When Truth Crossed the Ohio River
For eighteen years, Harriet Beecher Stowe lived in Cincinnati, Ohio, a city perched on the northern bank of the Ohio River with slaveholding Kentucky just across the water. The daughter of prominent minister Lyman Beecher, she watched enslaved people flee across that river seeking freedom. She heard their stories. She saw families torn apart at auction. And when the Fugitive Slave Act of 1850 made it a crime to aid runaways even in free states, something broke open inside her.
On March 20, 1852, the Boston publisher John P. Jewett released her novel Uncle Tom's Cabin. Within a year, it sold over 300,000 copies in America alone. Stowe did something radical with her pen: she asked white readers to see Black men, women, and children as fully human — as mothers grieving for their children, as fathers longing for freedom, as people made in the image of God.
The Apostle Paul declared a truth that shook the ancient world just as fiercely: "There is neither Jew nor Gentile, neither slave nor free... for you are all one in Christ Jesus" (Galatians 3:28). This was not sentiment. It was theology — the insistence that every human being stands equal before the Almighty.
Truth does its deepest work when it refuses to let us look away from one another. Stowe's faith would not permit her to treat enslaved people as abstractions. Neither should ours. Wherever we are tempted to see categories instead of souls, the gospel calls us back to the sacred reality that every person bears the same divine image.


## [What to do]
Only the number is wanted: how many lines below contain "Пропущені"?

## [Dataset]
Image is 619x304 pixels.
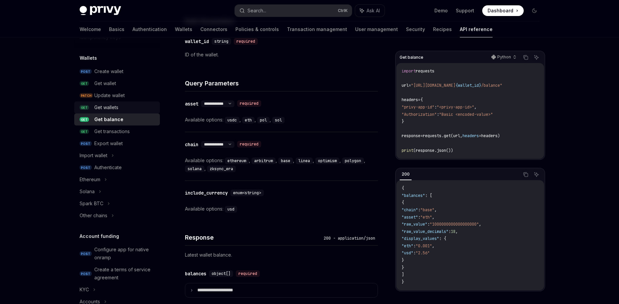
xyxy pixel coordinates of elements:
div: KYC [80,286,89,294]
a: Basics [109,21,124,37]
div: chain [185,141,198,148]
span: "chain" [401,208,418,213]
button: Copy the contents from the code block [521,170,530,179]
span: = [479,133,481,139]
code: optimism [315,158,339,164]
span: "base" [420,208,434,213]
div: , [225,116,242,124]
div: , [251,157,278,165]
span: "privy-app-id" [401,105,434,110]
span: GET [80,105,89,110]
span: "1000000000000000000" [429,222,479,227]
a: POSTCreate a terms of service agreement [74,264,160,284]
div: required [236,271,260,277]
a: GETGet transactions [74,126,160,138]
button: Ask AI [355,5,384,17]
span: , [474,105,476,110]
a: Transaction management [287,21,347,37]
span: requests.get(url, [422,133,462,139]
div: Solana [80,188,95,196]
span: : [ [425,193,432,198]
a: Support [455,7,474,14]
h4: Response [185,233,321,242]
code: usd [225,206,237,213]
span: "eth" [420,215,432,220]
a: POSTAuthenticate [74,162,160,174]
code: solana [185,166,204,172]
span: headers) [481,133,500,139]
div: , [242,116,257,124]
span: = [418,97,420,103]
span: , [432,244,434,249]
div: Authenticate [94,164,122,172]
span: } [401,280,404,285]
code: usdc [225,117,239,124]
span: response [401,133,420,139]
span: { [420,97,422,103]
span: import [401,69,415,74]
span: : [436,112,439,117]
span: headers [462,133,479,139]
div: , [225,157,251,165]
button: Copy the contents from the code block [521,53,530,62]
a: GETGet balance [74,114,160,126]
button: Search...CtrlK [235,5,352,17]
div: Get wallets [94,104,118,112]
span: = [420,133,422,139]
span: print [401,148,413,153]
a: Recipes [433,21,451,37]
a: Security [406,21,425,37]
span: (response.json()) [413,148,453,153]
span: , [479,222,481,227]
a: Authentication [132,21,167,37]
div: , [185,165,207,173]
span: "<privy-app-id>" [436,105,474,110]
span: : { [439,236,446,242]
div: Create wallet [94,68,123,76]
div: required [237,141,261,148]
span: "display_values" [401,236,439,242]
span: string [214,39,228,44]
span: : [418,215,420,220]
div: Other chains [80,212,107,220]
span: 18 [450,229,455,235]
div: required [234,38,258,45]
span: "eth" [401,244,413,249]
div: , [342,157,366,165]
button: Python [487,52,519,63]
code: eth [242,117,254,124]
span: POST [80,69,92,74]
a: Policies & controls [235,21,279,37]
a: GETGet wallets [74,102,160,114]
a: API reference [459,21,492,37]
span: object[] [212,271,230,277]
span: "raw_value" [401,222,427,227]
div: Import wallet [80,152,107,160]
div: include_currency [185,190,228,196]
div: , [315,157,342,165]
a: Wallets [175,21,192,37]
span: = [408,83,411,88]
div: 200 [399,170,411,178]
a: POSTExport wallet [74,138,160,150]
h5: Wallets [80,54,97,62]
div: , [295,157,315,165]
span: PATCH [80,93,93,98]
p: ID of the wallet. [185,51,378,59]
span: "Authorization" [401,112,436,117]
code: sol [272,117,284,124]
code: polygon [342,158,364,164]
div: Update wallet [94,92,125,100]
span: : [448,229,450,235]
div: Available options: [185,205,378,213]
code: ethereum [225,158,249,164]
div: wallet_id [185,38,209,45]
a: GETGet wallet [74,78,160,90]
span: "usd" [401,251,413,256]
span: "[URL][DOMAIN_NAME] [411,83,455,88]
span: : [434,105,436,110]
span: POST [80,272,92,277]
a: Demo [434,7,447,14]
a: Connectors [200,21,227,37]
button: Toggle dark mode [529,5,539,16]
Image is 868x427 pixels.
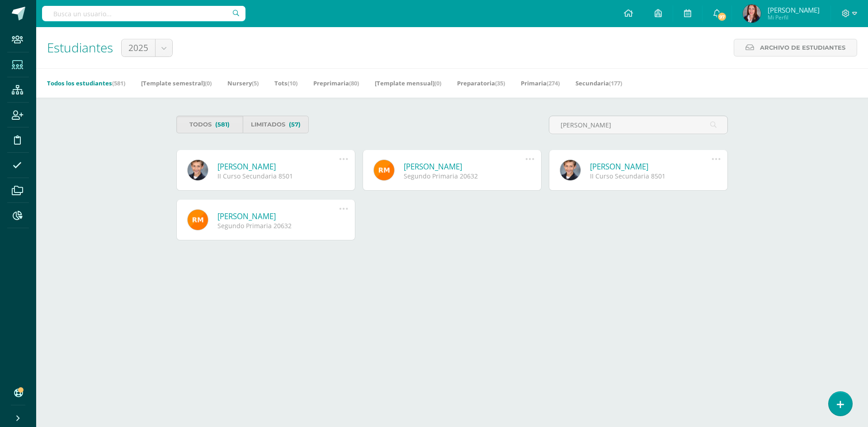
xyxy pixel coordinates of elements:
span: (581) [216,116,230,133]
span: 97 [717,12,727,22]
span: (57) [289,116,301,133]
div: Segundo Primaria 20632 [218,221,339,230]
a: [Template mensual](0) [375,76,441,90]
a: [PERSON_NAME] [403,161,525,171]
img: f519f5c71b4249acbc874d735f4f43e2.png [743,4,761,22]
span: (581) [112,79,125,87]
span: (35) [495,79,505,87]
a: Primaria(274) [521,76,559,90]
a: [PERSON_NAME] [218,161,339,171]
span: Estudiantes [47,39,113,56]
span: (80) [349,79,359,87]
div: Segundo Primaria 20632 [403,171,525,180]
a: [PERSON_NAME] [218,211,339,221]
a: Preparatoria(35) [457,76,505,90]
span: Archivo de Estudiantes [760,39,846,56]
span: 2025 [128,39,148,57]
a: Todos los estudiantes(581) [47,76,125,90]
span: (177) [609,79,622,87]
div: II Curso Secundaria 8501 [218,171,339,180]
a: Preprimaria(80) [313,76,359,90]
span: (0) [205,79,212,87]
a: [Template semestral](0) [141,76,212,90]
input: Busca al estudiante aquí... [550,116,727,133]
span: (5) [252,79,259,87]
a: Nursery(5) [227,76,259,90]
span: (10) [288,79,298,87]
span: (274) [547,79,559,87]
input: Busca un usuario... [42,6,245,21]
span: (0) [435,79,441,87]
span: Mi Perfil [767,13,820,21]
a: Secundaria(177) [576,76,622,90]
a: Todos(581) [176,116,243,133]
a: Tots(10) [274,76,298,90]
div: II Curso Secundaria 8501 [590,171,711,180]
span: [PERSON_NAME] [767,5,820,14]
a: 2025 [122,39,172,57]
a: Archivo de Estudiantes [734,39,857,57]
a: Limitados(57) [243,116,309,133]
a: [PERSON_NAME] [590,161,711,171]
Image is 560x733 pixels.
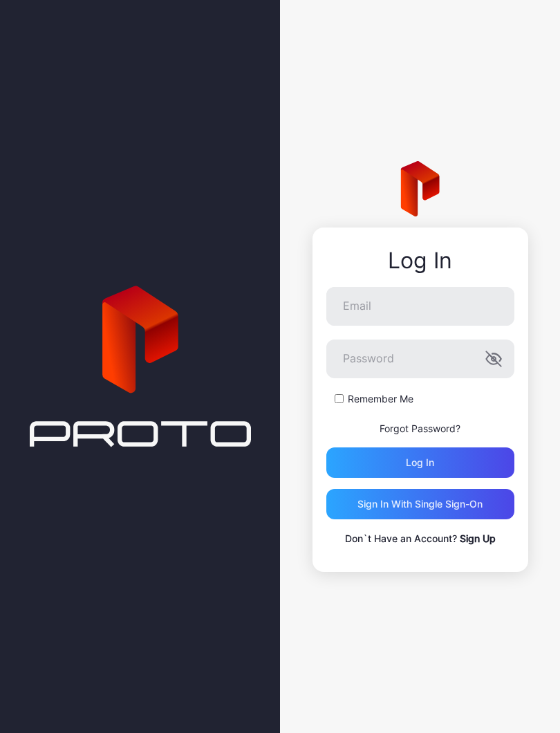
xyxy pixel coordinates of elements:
[357,498,482,509] div: Sign in With Single Sign-On
[459,532,496,544] a: Sign Up
[326,287,515,325] input: Email
[326,248,515,273] div: Log In
[326,530,515,546] p: Don`t Have an Account?
[348,392,413,406] label: Remember Me
[326,448,515,477] button: Log in
[406,457,434,468] div: Log in
[326,340,515,378] input: Password
[326,488,515,519] button: Sign in With Single Sign-On
[486,351,502,367] button: Password
[380,422,460,434] a: Forgot Password?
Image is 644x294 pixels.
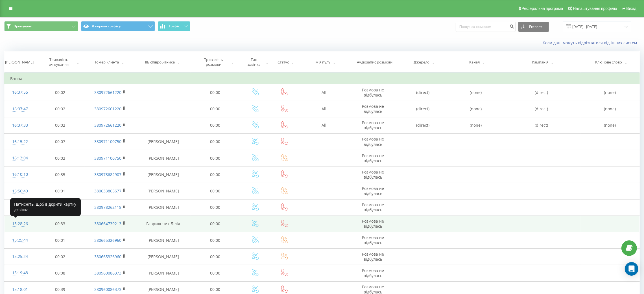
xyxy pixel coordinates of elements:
td: [PERSON_NAME] [136,199,191,215]
div: Тривалість розмови [199,57,229,67]
td: 00:00 [191,248,240,265]
a: 380971100750 [94,156,122,161]
div: 15:25:44 [10,235,30,246]
td: (direct) [397,117,449,133]
span: Налаштування профілю [573,6,617,11]
td: (direct) [397,84,449,101]
td: [PERSON_NAME] [136,150,191,167]
div: Канал [469,60,480,64]
td: 00:00 [191,150,240,167]
div: ПІБ співробітника [143,60,175,64]
a: 380971100750 [94,139,122,144]
div: Номер клієнта [94,60,119,64]
span: Розмова не відбулась [362,268,384,278]
span: Розмова не відбулась [362,120,384,130]
div: Open Intercom Messenger [625,262,638,276]
td: 00:00 [191,232,240,248]
span: Пропущені [13,24,32,29]
td: (direct) [502,117,581,133]
div: Натисніть, щоб відкрити картку дзвінка [10,198,81,216]
a: 380633865677 [94,188,122,193]
span: Розмова не відбулась [362,169,384,179]
td: 00:00 [191,215,240,232]
td: [PERSON_NAME] [136,232,191,248]
a: 380664739213 [94,221,122,226]
a: 380665326960 [94,254,122,259]
div: 16:37:47 [10,104,30,115]
div: 16:37:55 [10,87,30,98]
td: 00:00 [191,117,240,133]
div: Ім'я пулу [315,60,330,64]
td: [PERSON_NAME] [136,265,191,281]
a: 380978262118 [94,204,122,210]
td: [PERSON_NAME] [136,133,191,150]
div: 15:19:48 [10,267,30,278]
td: (direct) [397,101,449,117]
a: 380960086373 [94,287,122,292]
span: Розмова не відбулась [362,218,384,229]
td: 00:07 [36,133,85,150]
button: Експорт [518,22,549,32]
div: Ключове слово [595,60,622,64]
a: 380972661220 [94,106,122,111]
span: Розмова не відбулась [362,185,384,196]
td: 00:00 [191,183,240,199]
button: Графік [158,21,190,31]
span: Графік [169,24,180,28]
div: 16:10:10 [10,169,30,180]
div: 15:25:24 [10,251,30,262]
div: 15:56:49 [10,185,30,196]
div: Тип дзвінка [245,57,263,67]
div: Аудіозапис розмови [357,60,392,64]
td: Гаврильчик Лілія [136,215,191,232]
a: 380978682907 [94,172,122,177]
a: 380960086373 [94,270,122,276]
span: Розмова не відбулась [362,136,384,147]
td: 00:01 [36,232,85,248]
td: 00:02 [36,84,85,101]
td: 00:00 [191,84,240,101]
div: 15:28:26 [10,218,30,229]
a: Коли дані можуть відрізнятися вiд інших систем [543,40,640,46]
a: 380665326960 [94,237,122,243]
span: Розмова не відбулась [362,104,384,114]
button: Пропущені [4,21,78,31]
td: All [299,101,350,117]
td: 00:02 [36,101,85,117]
td: (none) [449,84,502,101]
span: Вихід [626,6,637,11]
td: 00:02 [36,150,85,167]
td: [PERSON_NAME] [136,248,191,265]
span: Розмова не відбулась [362,87,384,98]
a: 380972661220 [94,90,122,95]
td: 00:33 [36,215,85,232]
td: (none) [581,84,639,101]
span: Розмова не відбулась [362,251,384,262]
div: Джерело [414,60,429,64]
td: 00:00 [191,133,240,150]
span: Розмова не відбулась [362,235,384,245]
td: (none) [581,101,639,117]
td: 00:02 [36,117,85,133]
td: All [299,117,350,133]
div: [PERSON_NAME] [5,60,34,64]
td: 00:00 [191,265,240,281]
td: Вчора [5,73,640,84]
div: Кампанія [532,60,548,64]
td: (none) [449,101,502,117]
div: 16:13:04 [10,153,30,164]
td: [PERSON_NAME] [136,183,191,199]
td: 00:00 [191,101,240,117]
td: 00:08 [36,265,85,281]
td: 00:02 [36,248,85,265]
a: 380972661220 [94,122,122,128]
div: 16:15:22 [10,136,30,147]
span: Розмова не відбулась [362,153,384,163]
td: 00:35 [36,167,85,183]
td: (direct) [502,101,581,117]
td: (direct) [502,84,581,101]
span: Розмова не відбулась [362,202,384,213]
div: Тривалість очікування [44,57,74,67]
div: 16:37:33 [10,120,30,131]
td: (none) [581,117,639,133]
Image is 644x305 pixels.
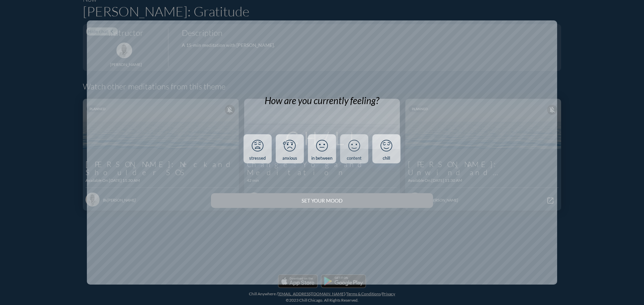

## [Answer to this problem]
2